TEA ADVISORY PANEL FACTS

  • Approximately 40% of the nation's fluid intake today will be tea
  • Tea without milk has no calories. Using semi-skimmed milk adds around 13 calories per cup, but you also benefit from valuable minerals and calcium.
  • Four cups of tea with milk provides 21% of daily calcium requirement.
  • Tea is a source of the minerals manganese, essential for bone growth and body development, and potassium, vital for maintaining body fluid levels.
  • The average cup of tea contains less than half the level of caffeine than coffee. One cup contains only 50mg per 190ml cup.
  • Tea is a natural source of fluoride and drinking four cups makes a significant contribution to your daily intake. (Only 11% of UK water supply has fluoride added.)
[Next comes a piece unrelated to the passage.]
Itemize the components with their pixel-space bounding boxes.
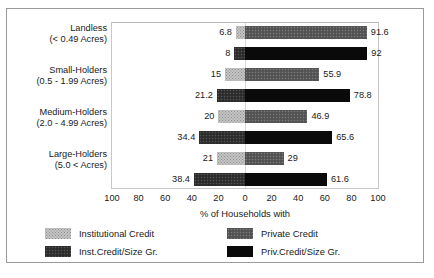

  • Green and black teas are from the same plant, Camelia sinensis, and contain similar amounts of antioxidants and caffeine.
Final 20 facts:
  • The British have been drinking tea for nearly 400 years 
  • Tea breaks are traditions that have been with us for approximately 200 years. Initially when workers commenced their day at around 5 or 6am, employers allowed a break in the morning when food and tea were served. Some employers repeated the break in the afternoon as well 
  • Tea costs approximately 3p per cup to make. Coffee costs 6.5p 
  • Over 50% of our tea comes from East Africa – Kenya, Malawi, Zimbabwe 
  • The UK drinks 165 million cups per day - 62 billion cups per year 
  • There are estimated to be about 1,500 different varieties of tea 
  • In a recent study, 80% of staff claim they find out more about what's going on at work over a cup of tea than in any other way 
  • Average consumption is 3 cups per day 
  • 70% of population (over 10 years) drank tea yesterday 
  • 95% of tea is consumed in tea bags 
  • 86% of tea is consumed at home, 14% out of home 
  • Over 25% of milk consumed in UK is taken with tea 
  • 98% of people take milk with tea 
  • 45% of people take sugar with their tea 
  • There is an estimated 1,500 different types of tea 
  • Britain is the second largest nation of tea drinkers per capita. Ireland is the first. 
  • Solid blocks of tea were used as money in Siberia until the 19th century. 
  • Tea contains half the amount of caffeine than coffee. 
  • Tea is a natural source of fluoride that can help protect against tooth decay and gum disease. 
  • By the mid 18th century tea replaced ale & gin as the drink of the masses to become Britain's most popular beverage.